Some time I feel like the art part of photography is looked down on. As in if i take a picture and it is lacking "correctness" as in exposure, lighting etc. that it is almost looked down on even if I'm just showing what and how I see things...
Just a Thought
It's important to understand, though, that art of any type has really always been this way. Painting, drawing, music, writing; all of these arts follow certain schools of thought and put forward certain standards that, for better or worse, loosely dictate what is considered good or bad.
On one hand, this makes individuals somewhat spiteful... the feeling is, "This is
my art, why isn't it respected as such?" It's an understandable sentiment.
On the other hand, though, such standards are what allow us to have coherent art forms.... it's how we are able, as a society, to produce art that people can understand.
I think that there is a certain double-bind that characterizes most types of art. On one side of the coin, it is emphasized that our art should come thoroughly and entirely from our own instinctive, artistic sense: "You should create art that
you like"... "You shouldn't worry about impressing others"... "Don't let people dictate to you what your art should be". Many beginners in artistic fields seem to focus on this to the exclusion of anything else and wind up with a kind of "me-against-the-world" attitude... a resentment towards a society that seems to heartlessly reject their artistic efforts and send them back to the drawing board.

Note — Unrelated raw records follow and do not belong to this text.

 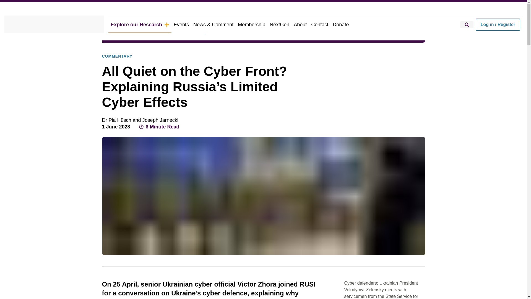 I want to click on Donate, so click(x=341, y=24).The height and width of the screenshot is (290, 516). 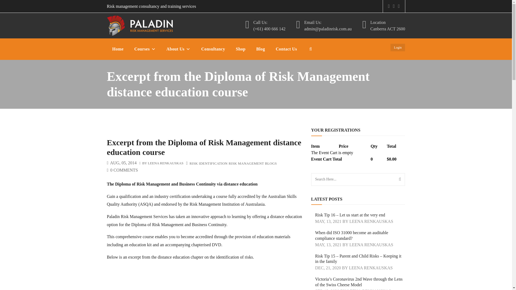 What do you see at coordinates (145, 49) in the screenshot?
I see `Courses` at bounding box center [145, 49].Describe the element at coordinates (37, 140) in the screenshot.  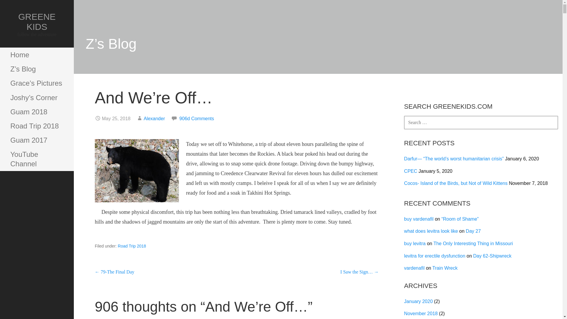
I see `Guam 2017` at that location.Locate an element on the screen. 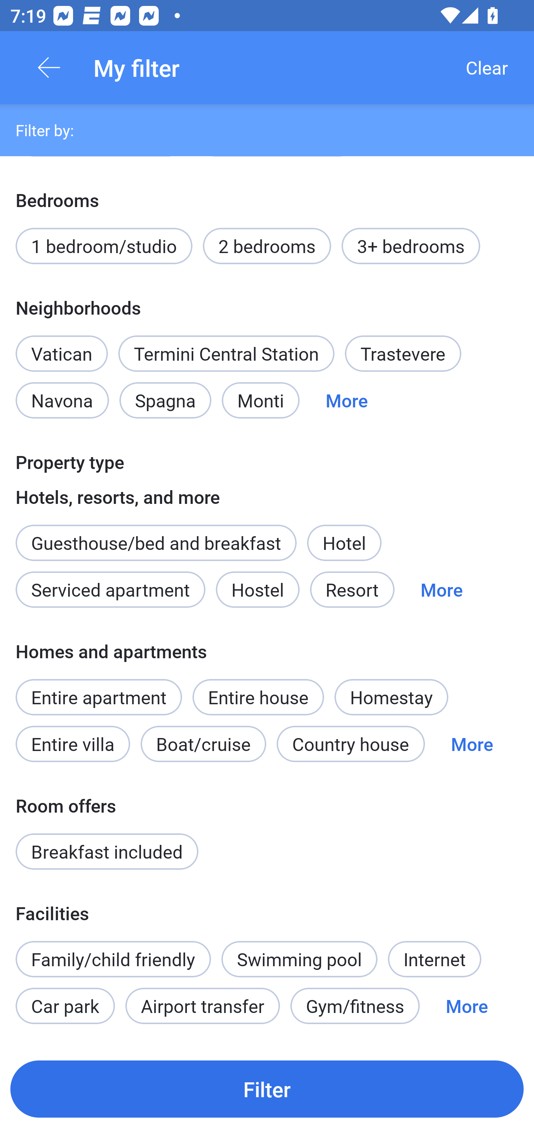 Image resolution: width=534 pixels, height=1128 pixels. Monti is located at coordinates (260, 400).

But, what these individuals ignore is that all forms of art are about communication. Art
should be created to uniquely reflect the creator, but at the same time, it needs to be able to speak to others... to convey to others what the creator experienced with a certain amount of fidelity. If a painting, musical piece, or photograph cannot do that, then indeed, it is something of an artistic failure. No worries... the great painters made countless paintings that they never showed anyone because they deemed them flawed. Likewise, the greatest photographers took many thousands of exposures that got a one-way trip to the trash bin. Nobody strikes gold everytime.
As I mentioned on another thread some time ago: compare art (as communication) to language. I can convey so much more to someone using a refined and trained language like English, rather than just haphazardly barking sounds at people I meet.
Abiding by certain conventions doesn't rob individuality from art... in fact, it allows us to speak much more through our art than if we just offered up whatever we happened to create.